Bruce Charlton said...

@ads - Good example - although Dumbledore is a deliberately underachieving High Psychoticism genius type himself - Harry at a much lower level of ability/ IQ but braver and warmer hearted.

JP - "It is clear from the low quality of the religious "art" one sees in Churches these days (pictures, statues, etc.) that creatives are not associated with the Church at all. "

True, but also it is clear from the low quality of the religious "art" one sees in Art Galleries these days (pictures, statues, etc.) that creatives are not associated with the Art business at all.

One of the problems is that all large modern institutions are run by committees/ bureaucracies - which rigorously veto any possibility of creativity.

Jonathan C said...

I'm glad you wrote that postscript on this post. Your past posts have opened me up to the hypothesis that the Mormon Church is the most viable vehicle for the continuance of white Western civilization. But I don't think I could stand to join the Church of LDS. They require so much extraversion and conformity, so much spending time together, so much self-discipline applied to social aspects of life that I don't care about, I'd be driven to flee, even if they are the last hope for mankind. I'm glad I'm not alone in having a personality that would find their demands for service and socialization intolerable.

Bruce Charlton said...

@JC - Being unable to match-up to demands for service and socialization is not really something that either you or I should feel 'glad' about! - but it may be a fact of life, given a particular set of circumstances. And the implication is not necessarily that one should not join the LDS church (because I certainly do not rule that out as a possibility) - rather it is that either:

1. Circumstances would need to be favourable for someone with high Psychoticism to be an active Mormon - for example living in a society/ region and family of mostly devout Mormons; or,

2. The creative/ high Psychoticism type would have to accept the *likelihood* that he would repeatedly fail to live up to expectations, need to acknowledge and repent these failures, and accept a lowly status within the LDS church (for example failing to meet the standards required for Temple ceremonies and the spiritual possibilities that these bring).

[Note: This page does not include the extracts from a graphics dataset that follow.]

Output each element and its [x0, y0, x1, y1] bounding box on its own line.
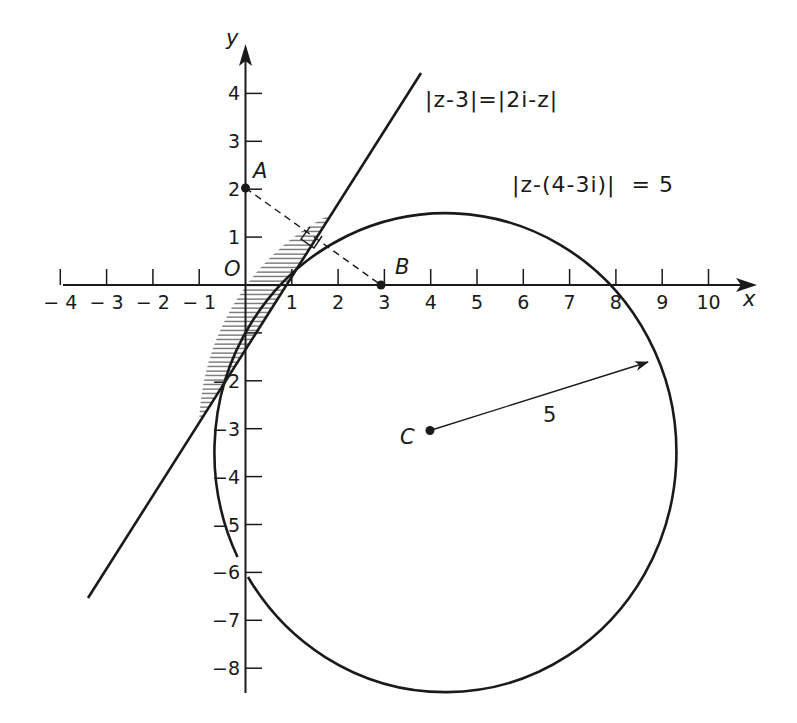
- x-tick-label: 5: [471, 291, 483, 313]
- x-tick-label: − 3: [90, 291, 124, 313]
- point-a-label: A: [251, 159, 267, 183]
- x-tick-label: 6: [517, 291, 529, 313]
- origin-label: O: [224, 257, 241, 281]
- x-tick-label: 4: [425, 291, 437, 313]
- y-tick-label: 3: [228, 130, 240, 152]
- radius-arrow: [430, 362, 648, 431]
- point-b-label: B: [395, 255, 409, 279]
- y-tick-label: −8: [212, 657, 240, 679]
- complex-plane-diagram: − 4− 3− 2− 112345678910 x 4321−2−3−4−5−6…: [0, 0, 797, 723]
- x-tick-label: − 4: [43, 291, 77, 313]
- x-tick-label: 9: [656, 291, 668, 313]
- y-tick-label: −6: [212, 561, 240, 583]
- point-c: [426, 426, 435, 435]
- point-c-label: C: [400, 425, 415, 449]
- x-tick-label: − 1: [182, 291, 216, 313]
- y-axis-label: y: [225, 26, 239, 50]
- y-tick-label: 4: [228, 82, 240, 104]
- x-tick-label: 2: [332, 291, 344, 313]
- x-tick-label: 10: [696, 291, 720, 313]
- line-equation-label: |z-3|=|2i-z|: [425, 87, 558, 113]
- point-a: [241, 184, 250, 193]
- x-axis-label: x: [742, 287, 756, 311]
- x-tick-label: − 2: [136, 291, 170, 313]
- radius-label: 5: [543, 403, 556, 427]
- circle-equation-label: |z-(4-3i)| = 5: [512, 172, 674, 198]
- x-tick-label: 3: [378, 291, 390, 313]
- y-tick-label: 2: [228, 178, 240, 200]
- y-tick-label: 1: [228, 226, 240, 248]
- x-tick-label: 1: [286, 291, 298, 313]
- bisector-line: [88, 73, 421, 598]
- y-tick-label: −7: [212, 609, 240, 631]
- shaded-region: [0, 73, 421, 598]
- point-b: [377, 281, 386, 290]
- x-tick-label: 7: [564, 291, 576, 313]
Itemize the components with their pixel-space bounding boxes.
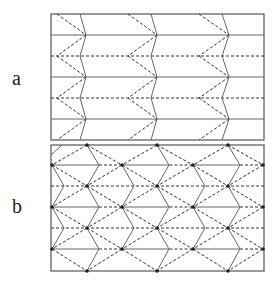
vertex-node <box>226 184 230 188</box>
valley-diagonal-crease <box>87 165 122 186</box>
mountain-chevron-crease <box>157 165 169 186</box>
panel-b-crease-pattern <box>50 143 265 273</box>
vertex-node <box>85 184 89 188</box>
valley-zigzag-crease <box>128 119 157 140</box>
valley-zigzag-crease <box>128 98 157 119</box>
valley-diagonal-crease <box>122 249 157 271</box>
vertex-node <box>120 247 124 251</box>
valley-diagonal-crease <box>52 228 87 249</box>
valley-diagonal-crease <box>193 207 228 228</box>
vertex-node <box>226 226 230 230</box>
mountain-chevron-crease <box>52 186 64 207</box>
valley-zigzag-crease <box>128 35 157 56</box>
valley-diagonal-crease <box>193 165 228 186</box>
valley-zigzag-crease <box>57 35 86 56</box>
vertex-node <box>85 143 89 147</box>
valley-diagonal-crease <box>122 207 157 228</box>
valley-diagonal-crease <box>87 207 122 228</box>
mountain-edge-crease <box>51 145 62 155</box>
valley-zigzag-crease <box>199 14 229 35</box>
valley-diagonal-crease <box>52 186 87 207</box>
valley-diagonal-crease <box>193 186 228 207</box>
mountain-zigzag-crease <box>222 56 229 77</box>
valley-diagonal-crease <box>193 249 228 271</box>
valley-diagonal-crease <box>122 186 157 207</box>
valley-diagonal-crease <box>122 145 157 165</box>
valley-diagonal-crease <box>228 249 263 271</box>
mountain-chevron-crease <box>87 165 99 186</box>
mountain-zigzag-crease <box>222 35 229 56</box>
valley-zigzag-crease <box>57 119 86 140</box>
vertex-node <box>191 205 195 209</box>
valley-diagonal-crease <box>122 228 157 249</box>
valley-diagonal-crease <box>87 228 122 249</box>
valley-zigzag-crease <box>199 77 229 98</box>
valley-diagonal-crease <box>157 249 193 271</box>
valley-diagonal-crease <box>228 228 263 249</box>
vertex-node <box>50 247 54 251</box>
valley-zigzag-crease <box>57 77 86 98</box>
valley-zigzag-crease <box>57 14 86 35</box>
vertex-node <box>155 226 159 230</box>
mountain-zigzag-crease <box>222 14 229 35</box>
valley-zigzag-crease <box>128 56 157 77</box>
vertex-node <box>85 226 89 230</box>
valley-diagonal-crease <box>228 145 263 165</box>
mountain-chevron-crease <box>122 186 134 207</box>
valley-zigzag-crease <box>199 56 229 77</box>
mountain-chevron-crease <box>228 165 240 186</box>
valley-diagonal-crease <box>193 228 228 249</box>
mountain-chevron-crease <box>228 249 240 271</box>
vertex-node <box>155 143 159 147</box>
panel-a-crease-pattern <box>51 14 264 140</box>
valley-zigzag-crease <box>128 77 157 98</box>
vertex-node <box>155 184 159 188</box>
valley-diagonal-crease <box>52 165 87 186</box>
vertex-node <box>191 163 195 167</box>
vertex-node <box>261 163 265 167</box>
valley-diagonal-crease <box>52 249 87 271</box>
mountain-chevron-crease <box>87 207 99 228</box>
mountain-chevron-crease <box>87 249 99 271</box>
valley-diagonal-crease <box>52 207 87 228</box>
vertex-node <box>50 163 54 167</box>
mountain-chevron-crease <box>193 186 205 207</box>
mountain-chevron-crease <box>157 207 169 228</box>
mountain-zigzag-crease <box>151 56 157 77</box>
valley-diagonal-crease <box>122 165 157 186</box>
valley-diagonal-crease <box>157 165 193 186</box>
mountain-zigzag-crease <box>80 98 86 119</box>
vertex-node <box>85 269 89 273</box>
valley-zigzag-crease <box>57 98 86 119</box>
crease-pattern-diagram <box>0 0 277 281</box>
valley-diagonal-crease <box>87 186 122 207</box>
valley-diagonal-crease <box>228 165 263 186</box>
valley-zigzag-crease <box>57 56 86 77</box>
vertex-node <box>226 269 230 273</box>
valley-diagonal-crease <box>87 249 122 271</box>
vertex-node <box>120 205 124 209</box>
vertex-node <box>155 269 159 273</box>
panel-b-frame <box>51 145 264 271</box>
valley-diagonal-crease <box>193 145 228 165</box>
valley-zigzag-crease <box>128 14 157 35</box>
valley-diagonal-crease <box>87 145 122 165</box>
mountain-chevron-crease <box>193 228 205 249</box>
valley-zigzag-crease <box>199 98 229 119</box>
valley-diagonal-crease <box>228 186 263 207</box>
mountain-chevron-crease <box>228 207 240 228</box>
vertex-node <box>191 247 195 251</box>
mountain-zigzag-crease <box>80 56 86 77</box>
vertex-node <box>261 247 265 251</box>
vertex-node <box>226 143 230 147</box>
valley-zigzag-crease <box>199 35 229 56</box>
mountain-zigzag-crease <box>151 14 157 35</box>
mountain-chevron-crease <box>52 228 64 249</box>
valley-diagonal-crease <box>157 207 193 228</box>
mountain-zigzag-crease <box>80 14 86 35</box>
mountain-zigzag-crease <box>222 98 229 119</box>
vertex-node <box>261 205 265 209</box>
valley-diagonal-crease <box>157 186 193 207</box>
valley-diagonal-crease <box>157 228 193 249</box>
vertex-node <box>50 205 54 209</box>
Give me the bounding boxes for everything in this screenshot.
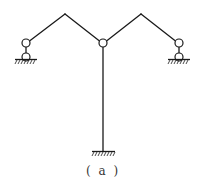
- right-lower-inclined-member: [141, 14, 176, 41]
- figure-caption: ( a ): [0, 164, 206, 178]
- bottom-ground-hatch-icon: [92, 152, 115, 156]
- right-upper-hinge-icon: [175, 39, 183, 47]
- left-lower-inclined-member: [30, 14, 66, 41]
- center-hinge-icon: [99, 39, 107, 47]
- left-roller-support: [15, 39, 37, 64]
- bottom-fixed-support: [92, 152, 115, 157]
- left-upper-inclined-member: [65, 14, 100, 41]
- frame-members: [30, 14, 176, 151]
- right-upper-inclined-member: [107, 14, 142, 41]
- structural-frame-diagram: [0, 0, 206, 188]
- right-roller-support: [168, 39, 190, 64]
- left-upper-hinge-icon: [22, 39, 30, 47]
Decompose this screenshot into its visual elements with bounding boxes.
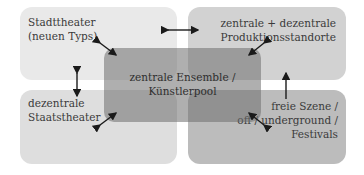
arrow-diagonal-top-left-icon	[100, 43, 116, 55]
arrow-diagonal-bottom-left-icon	[100, 113, 116, 125]
arrow-diagonal-top-right-icon	[249, 43, 264, 55]
arrows-layer	[0, 0, 364, 175]
arrow-diagonal-bottom-right-icon	[249, 113, 264, 125]
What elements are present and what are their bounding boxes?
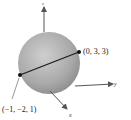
x-axis xyxy=(50,91,67,109)
y-axis xyxy=(75,84,113,86)
sphere-diagram: z y x (0, 3, 3) (−1, −2, 1) xyxy=(0,0,131,120)
endpoint-a-dot xyxy=(77,50,81,54)
leader-line xyxy=(12,78,19,99)
y-axis-label: y xyxy=(113,81,117,87)
z-axis-label: z xyxy=(41,1,44,6)
endpoint-b-dot xyxy=(18,73,22,77)
endpoint-b-label: (−1, −2, 1) xyxy=(2,105,37,114)
x-axis-label: x xyxy=(68,112,72,118)
endpoint-a-label: (0, 3, 3) xyxy=(83,47,109,56)
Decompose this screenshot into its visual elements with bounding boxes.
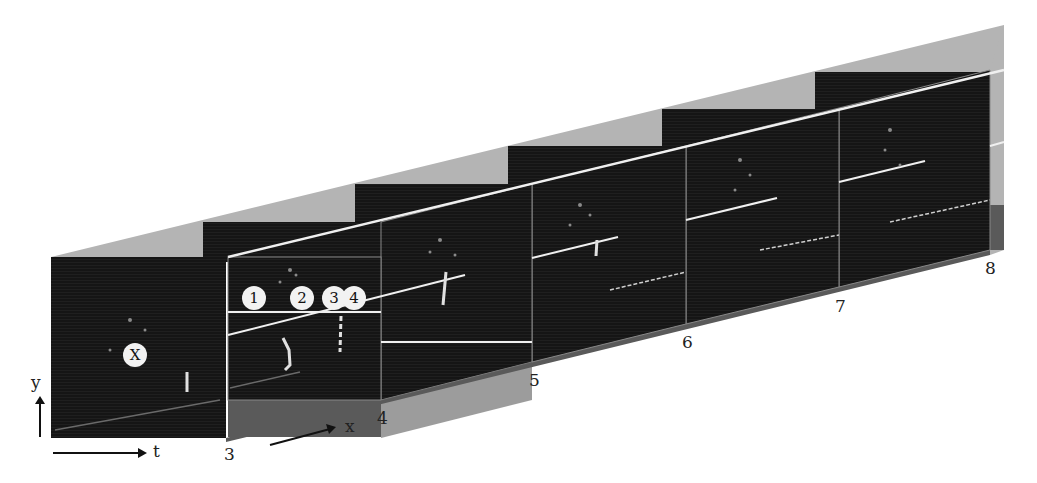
marker-point-1: 1 [242, 286, 266, 310]
frame-label-8: 8 [985, 258, 996, 278]
frame-label-4: 4 [377, 408, 388, 428]
space-time-volume-figure: y t x 3 4 5 6 7 8 X 1 2 3 4 [0, 0, 1037, 483]
t-axis-arrow [53, 448, 147, 458]
frame-label-7: 7 [835, 296, 846, 316]
frame-label-5: 5 [529, 370, 540, 390]
marker-point-2: 2 [290, 286, 314, 310]
marker-x: X [123, 343, 147, 367]
y-axis-arrow [35, 396, 45, 437]
x-axis-label: x [345, 416, 355, 436]
volume-diagram [0, 0, 1037, 483]
t-axis-label: t [153, 441, 160, 461]
frame-label-6: 6 [682, 332, 693, 352]
marker-point-4: 4 [342, 286, 366, 310]
frame-8 [839, 70, 990, 287]
frame-5 [381, 184, 532, 400]
frame-label-3: 3 [224, 444, 235, 464]
y-axis-label: y [31, 372, 41, 392]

This does not make it impossible, and indeed perhaps it would be a beneficial act of humility to accept all these disadvantages in an open-eyed fashion.

Indeed, something of the sort - although to a lesser degree would - and probably should - but to a lesser degree - be the likely fate of 'creatives' in most strong and worthwhile churches.

IA said...

It would really help if you could show an example of what is unacceptable art and what is good.

Bruce Charlton said...

@IA - I don't know what you are referring to - could you clarify?